Marker of Revolutionary soldier may be unearthed at Cedar Hill|[07/04/07]
Published 12:00 am Wednesday, July 4, 2007
Though Vicksburg is best known for its Civil War history, at least five soldiers from a much-earlier conflict – the war for American independence – have their final resting places here.
In September, Dr. Ian Brown of the Department of Anthropology at the University of Alabama, may attempt to unearth a grave marker of one of the Revolution’s veterans.
“Assuming it’s OK, I’m planning on bringing a group down to do the work,” said Brown.
The grave of the Rev. James Gwin is on the south side of Cedar Hill Cemetery near the third gate.
He was interred in a crypt that lies on a steep hill under inches of dirt and grass accumulated during the past 166 years. The middle of the stone is cracked, and some of the letters have become illegible.
Brown, whose previous expeditions have centered on Native American and pioneer settlements in Warren County, wants to retrieve, document and preserve Gwin’s marker.
The deed for the Gwin family plot was discovered at the Old Court House Museum by former curator and local historian Gordon Cotton.
According to research by Cotton, Gwin was a teenager in North Carolina when he joined the army of the fledgling nation. He later moved from Tennessee to Mississippi, where he became the father of California’s first full-time senator, William McKendree Gwin.
He became a leader in the Methodist church and, in 1840, when he was 71, was listed as a minister in Vicksburg. He died the next year.
His second son, Samuel Gwin, was appointed to work as a U.S. marshal for President Andrew Jackson.
The idea of reclaiming Gwin’s crypt came up about six weeks ago, Brown said, when he and students from the University of Alabama were on an archaeological dig at the Glass site in south Warren County along Pace’s Bayou.
“Something could be done there,” Brown said. “We’ve done things like that before.”
The reason it has taken so long to organize a plan for the unearthing is a lack of interest, said City Sexton Venable Moore Jr. And cemetery employees must leave the gravestones as they are, he said, even if they are broken or overgrown.
“We don’t have the machinery to do it,” Moore said. “And, if we break something, we could get sued.”
In order for any work to occur at Cedar Hill lots, which are sold to individuals, permission must be granted from family members or the company that made a marker.
In Gwin’s case, that might be impossible – so, perhaps, other routes to achieve permission might be pursued.
Of the four other Revolutionary War veterans known to be buried in Warren County, two have known grave sites.
One is David Greenleaf, who is buried at Redbone Cemetery. According to research by Cotton, Greenleaf joined the American Revolution at age 12 while living in Boston. After the war ended, he moved to South Carolina, then began a trip by flatboat, possibly with a church group, to Spanish Mississippi. The group later founded Salem Church in Jefferson County.
Greenleaf, born in 1762 and dead by 1819, was known for his cotton gin. Two years after Eli Whitney invented the machine, Greenleaf mastered the craft of manufacturing them. He soon improved on the Whitney model and sold them throughout the area. In 1799, he built a public cotton gin that formed the boundary between Jefferson and Adams counties. He also invented a screw press for packaging cotton.
The second, Capt. Ben Pettit is buried at Old Hopewell Cemetery. He first began the life of a soldier in 1775, while fighting the Cherokee Indians in Kentucky.
After the Revolutionary War, Greenleaf and his family moved to Missouri. A son, William McDowell Pettit, later moved to Warrenton, the county seat of Warren County.
While living in the area, William McDowell Pettit helped rebuild Hopewell Methodist Church. While visiting his son in Warrenton in 1827, the senior Pettit died.
The graves of two other Revolutionary War soldiers, James Mason and David McClellan, have not been located. Not much has been discovered about them, other than they both lived in Warrenton in 1820, although neither was born in Mississippi.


> _What is required_
Look for the word "mark" in the records, and copy each line where it appears.

========

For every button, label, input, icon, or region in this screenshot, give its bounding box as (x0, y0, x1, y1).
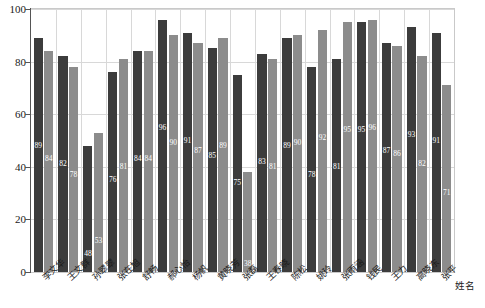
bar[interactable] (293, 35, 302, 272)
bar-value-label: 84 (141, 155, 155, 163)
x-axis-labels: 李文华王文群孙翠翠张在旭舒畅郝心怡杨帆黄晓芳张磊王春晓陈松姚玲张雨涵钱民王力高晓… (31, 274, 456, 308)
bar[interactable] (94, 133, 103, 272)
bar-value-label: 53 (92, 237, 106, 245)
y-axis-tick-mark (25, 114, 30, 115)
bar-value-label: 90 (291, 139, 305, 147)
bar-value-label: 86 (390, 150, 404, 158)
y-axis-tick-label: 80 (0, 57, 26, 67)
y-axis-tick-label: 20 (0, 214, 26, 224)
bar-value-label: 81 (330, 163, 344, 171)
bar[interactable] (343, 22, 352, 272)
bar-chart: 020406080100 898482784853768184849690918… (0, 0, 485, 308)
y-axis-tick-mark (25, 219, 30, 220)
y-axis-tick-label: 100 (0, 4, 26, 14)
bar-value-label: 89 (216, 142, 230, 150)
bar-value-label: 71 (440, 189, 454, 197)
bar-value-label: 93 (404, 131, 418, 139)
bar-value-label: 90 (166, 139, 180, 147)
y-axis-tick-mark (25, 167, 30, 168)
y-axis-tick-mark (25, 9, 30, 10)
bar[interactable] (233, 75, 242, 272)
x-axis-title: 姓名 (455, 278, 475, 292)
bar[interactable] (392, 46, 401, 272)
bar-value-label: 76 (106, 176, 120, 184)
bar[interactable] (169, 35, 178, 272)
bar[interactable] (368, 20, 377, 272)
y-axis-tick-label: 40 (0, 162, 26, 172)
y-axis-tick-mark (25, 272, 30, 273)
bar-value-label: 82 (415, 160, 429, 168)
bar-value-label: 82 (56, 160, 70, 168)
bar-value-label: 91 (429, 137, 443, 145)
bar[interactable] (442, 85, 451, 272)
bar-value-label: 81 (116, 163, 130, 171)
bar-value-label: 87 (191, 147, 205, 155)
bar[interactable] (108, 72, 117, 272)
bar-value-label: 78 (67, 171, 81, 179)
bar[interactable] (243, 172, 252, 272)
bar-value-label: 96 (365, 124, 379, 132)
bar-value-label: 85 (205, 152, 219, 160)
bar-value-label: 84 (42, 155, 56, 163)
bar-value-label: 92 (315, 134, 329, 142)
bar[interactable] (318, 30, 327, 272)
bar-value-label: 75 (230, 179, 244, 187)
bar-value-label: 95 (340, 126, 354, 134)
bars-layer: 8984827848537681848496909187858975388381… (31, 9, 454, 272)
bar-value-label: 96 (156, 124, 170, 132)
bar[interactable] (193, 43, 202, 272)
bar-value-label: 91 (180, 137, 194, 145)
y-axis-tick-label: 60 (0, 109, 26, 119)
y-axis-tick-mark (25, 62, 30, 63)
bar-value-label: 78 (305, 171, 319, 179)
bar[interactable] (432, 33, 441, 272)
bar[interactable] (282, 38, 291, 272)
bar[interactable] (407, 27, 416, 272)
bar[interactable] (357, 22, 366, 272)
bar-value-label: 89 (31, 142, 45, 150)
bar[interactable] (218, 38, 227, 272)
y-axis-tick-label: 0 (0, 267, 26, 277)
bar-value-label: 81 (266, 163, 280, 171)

========

> _Written answer_
y-axis-tick-mark (25, 114, 30, 115)
y-axis-tick-mark (25, 219, 30, 220)
y-axis-tick-mark (25, 167, 30, 168)
y-axis-tick-mark (25, 9, 30, 10)
y-axis-tick-mark (25, 272, 30, 273)
y-axis-tick-mark (25, 62, 30, 63)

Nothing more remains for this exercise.